Now he was on a conference call.

"... her name is Kelly Harrison. You can't miss her; she biomodded as a bunny-girl. Literally - white fur, long ears, and for all I know maybe a powderpuff tail as well. She uses the same emergency squack frequency that everybody else on Stellvia uses; you can home in on that if she still has her PDA. I want her back here alive and unharmed. Rescuing the other hostages would be nice, too. Don't bother looking for her satellite phone; I sent it a self-destruct code five minutes ago. Do we have a contract?"

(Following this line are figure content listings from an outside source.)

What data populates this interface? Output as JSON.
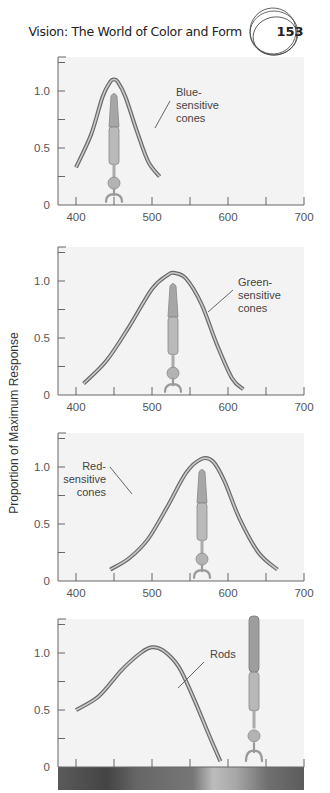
{
  "header": {
    "running_title": "Vision: The World of Color and Form",
    "page_number": "153"
  },
  "y_axis_label": "Proportion of Maximum Response",
  "colors": {
    "plot_bg": "#f3f3f3",
    "axis": "#666666",
    "curve_outer": "#6a6a6a",
    "curve_inner": "#c9c9c9",
    "cell": "#a9a9a9"
  },
  "chart_data": [
    {
      "type": "line",
      "title": "",
      "annotation": "Blue-sensitive cones",
      "annotation_lines": [
        "Blue-",
        "sensitive",
        "cones"
      ],
      "xlabel": "",
      "ylabel": "Proportion of Maximum Response",
      "xlim": [
        375,
        700
      ],
      "ylim": [
        0,
        1.25
      ],
      "xticks": [
        400,
        500,
        600,
        700
      ],
      "yticks": [
        0,
        0.5,
        1.0
      ],
      "grid": false,
      "series": [
        {
          "name": "Blue-sensitive cones",
          "x": [
            400,
            420,
            435,
            445,
            450,
            455,
            465,
            480,
            495,
            510
          ],
          "y": [
            0.33,
            0.62,
            0.95,
            1.08,
            1.1,
            1.08,
            0.95,
            0.65,
            0.38,
            0.25
          ]
        }
      ]
    },
    {
      "type": "line",
      "title": "",
      "annotation": "Green-sensitive cones",
      "annotation_lines": [
        "Green-",
        "sensitive",
        "cones"
      ],
      "xlim": [
        375,
        700
      ],
      "ylim": [
        0,
        1.25
      ],
      "xticks": [
        400,
        500,
        600,
        700
      ],
      "yticks": [
        0,
        0.5,
        1.0
      ],
      "grid": false,
      "series": [
        {
          "name": "Green-sensitive cones",
          "x": [
            410,
            440,
            470,
            500,
            520,
            530,
            545,
            565,
            585,
            605,
            620
          ],
          "y": [
            0.1,
            0.3,
            0.6,
            0.93,
            1.05,
            1.07,
            1.02,
            0.8,
            0.45,
            0.15,
            0.05
          ]
        }
      ]
    },
    {
      "type": "line",
      "title": "",
      "annotation": "Red-sensitive cones",
      "annotation_lines": [
        "Red-",
        "sensitive",
        "cones"
      ],
      "xlim": [
        375,
        700
      ],
      "ylim": [
        0,
        1.25
      ],
      "xticks": [
        400,
        500,
        600,
        700
      ],
      "yticks": [
        0,
        0.5,
        1.0
      ],
      "grid": false,
      "series": [
        {
          "name": "Red-sensitive cones",
          "x": [
            445,
            470,
            495,
            520,
            545,
            565,
            580,
            595,
            615,
            640,
            665
          ],
          "y": [
            0.1,
            0.2,
            0.37,
            0.65,
            0.95,
            1.07,
            1.05,
            0.88,
            0.55,
            0.25,
            0.1
          ]
        }
      ]
    },
    {
      "type": "line",
      "title": "",
      "annotation": "Rods",
      "annotation_lines": [
        "Rods"
      ],
      "xlim": [
        375,
        700
      ],
      "ylim": [
        0,
        1.25
      ],
      "xticks": [
        400,
        500,
        600,
        700
      ],
      "xtick_labels_hidden": true,
      "yticks": [
        0,
        0.5,
        1.0
      ],
      "grid": false,
      "spectrum_bar": true,
      "series": [
        {
          "name": "Rods",
          "x": [
            400,
            430,
            460,
            485,
            500,
            515,
            535,
            555,
            575,
            590
          ],
          "y": [
            0.5,
            0.62,
            0.85,
            1.0,
            1.05,
            1.02,
            0.88,
            0.6,
            0.28,
            0.05
          ]
        }
      ]
    }
  ]
}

Obviously, the adventure is a hostage-rescue. Complications include the rescue taking place in a part of Earth where handwavium is frowned upon (many of the character's toys will be unavailable if they aren't smuggled in), the situation in the area (depending on when this takes place, there may be a civil war going on around the mission), and the highly-visible nature of the hostage (exfiltration may be difficult for espionage teams; special-ops teams will have less trouble).

It's ALIVE!!!

For horror games.

Handwavium can make an inert collection of wires and metal talk and move around of its own free will; look at all the fembots out there for proof. Imagine what it could do with - or to - a once-living body. Ritual works very well with handwavium, and zombies are (in fantasy fiction, anyway) often created by rituals. For a more technobabble justification, consider something similar to the Solanum virus from The Zombie Survival Guide. Either way, all one needs is one wack hougan with a supply of biomod guacamole, and the whole thing just gets weird...

Good Cop, Bad Cop

For law-enforcement characters.

A murder has been committed, and the Bailey Security Service is contracted by the victim's next-of-kin to investigate. The duly-appointed law-enforcement agents have to investigate the crime while putting up with the vastly different culture of the Baileys.

Alternately, if the characters are Baileys, the murder took place in Helium and the investigators have to work with Chief Inspector Natsuko Aki (who won't tolerate them going off half-cocked, the way so many PCs routinely do).

Identity Crisis

For any character.

"It's 106 AUs to 334 Chicago, we've got a full tank of handwavium, half a pack of Pocky, it's dark, and we're wearing fukus."

"Hit it."

What happens when a couple of well-meaning Fen are mistaken for Boskonians?